Last Saturday, the fifth of July, I’d been standing in the vestibule of the church, waiting. Gareth’s car had got held up in one of the country lanes, I’d reasoned to myself. Probably a tractor or a flock of sheep. I’d imagined us joking about it after the service, saying something about it being the bride’s job to be late, not the groom’s. Not very funny, I know, but we wouldn’t have cared. The joy of the day would have made it hilarious.
But then my mother, who’d been looking after my bag, had handed me my phone. It had been buzzing repeatedly in there, she’d said, but she hadn’t wanted to disturb me just minutes away from one of the most important milestones of my life. But when the minute hand on her watch had got to ten past, and the service had been due to start at two, she’d given in and handed it to me.

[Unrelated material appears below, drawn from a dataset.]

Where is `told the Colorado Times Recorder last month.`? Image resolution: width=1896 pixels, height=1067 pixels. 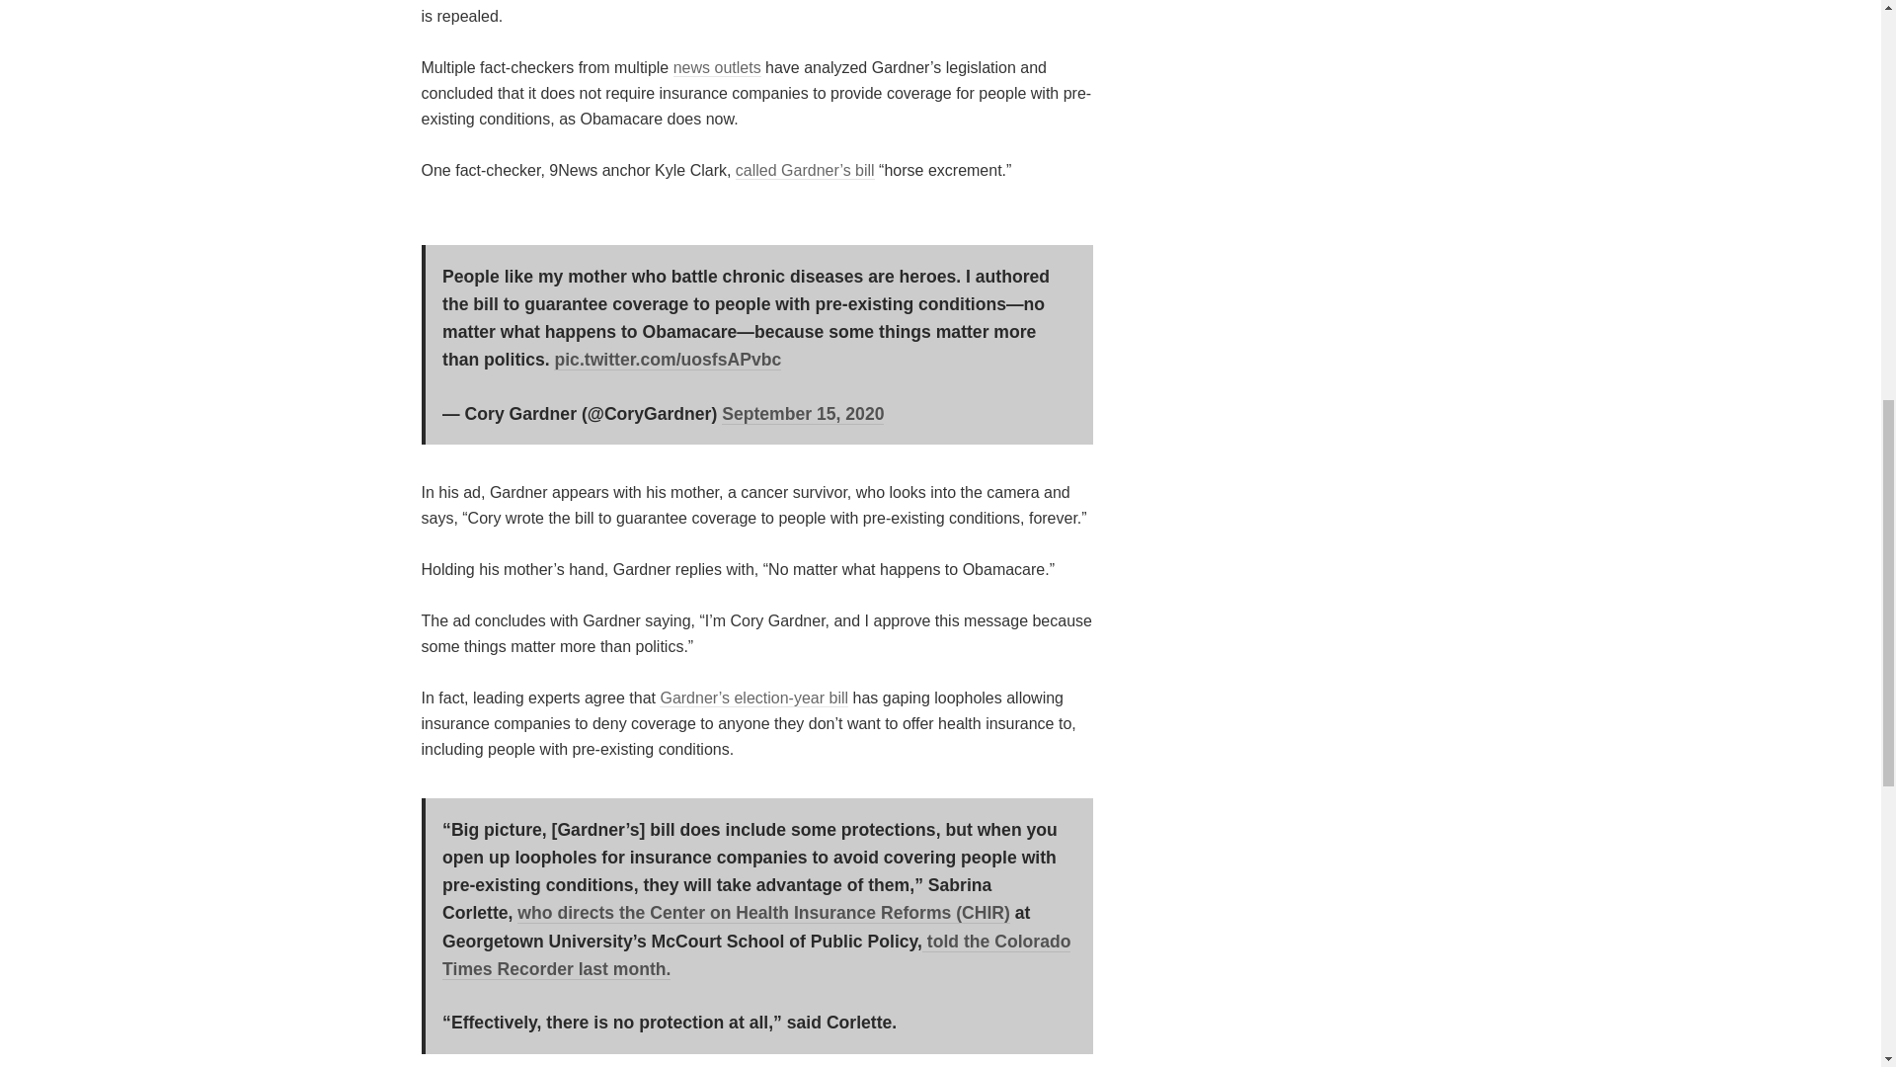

It had been Gareth. A garbled message saying that he needed time and space. That he was sorry, that it was nothing to do with me, but that he needed to be sure. I was so stupid that at first I thought he just needed a moment to compose himself, that he’d be along soon, but as the minutes had dragged on and the congregation had started to whisper and fidget, I’d slowly realised the truth.
He was wrong, though. It clearly was something to do with me. Otherwise he’d have been standing next to me at the altar.
‘Got the key to the city?’ Mel asks gleefully.
She’s talking about Gareth’s credit card. It’s been a running joke all week.
He got me a second card on his account a couple of months ago, for wedding expenses. I shrug and pull the smart black sliver of titanium out of my purse and hold it up. If he wasn’t going to turn up for the wedding, my bridesmaids reasoned, he might as well pay for the honeymoon. He can afford it, after all.
It had been fun at first, watching waitresses and shop workers’ eyes light up when they saw it, knowing that a serious spending spree was about to unfold. But that had been earlier in the week, when my devastation had hardened into anger, threatening to consume everything. Maybe that’s the reason I feel worse today, like a wrung-out dishcloth. That useful, necessary fire is waning, leaving me bruised and shivering.
When I place the credit card on the restaurant table later that evening, it doesn’t feel like revenge anymore, but defeat. Suddenly all I want to do is crawl back to The Chatsfield, climb into my bed and burrow myself under the goose down duvet and never ever come out. The hotel may never be my dream come true anymore, not with the memory of Gareth’s defection stamped all the way through it, but for now it is my refuge.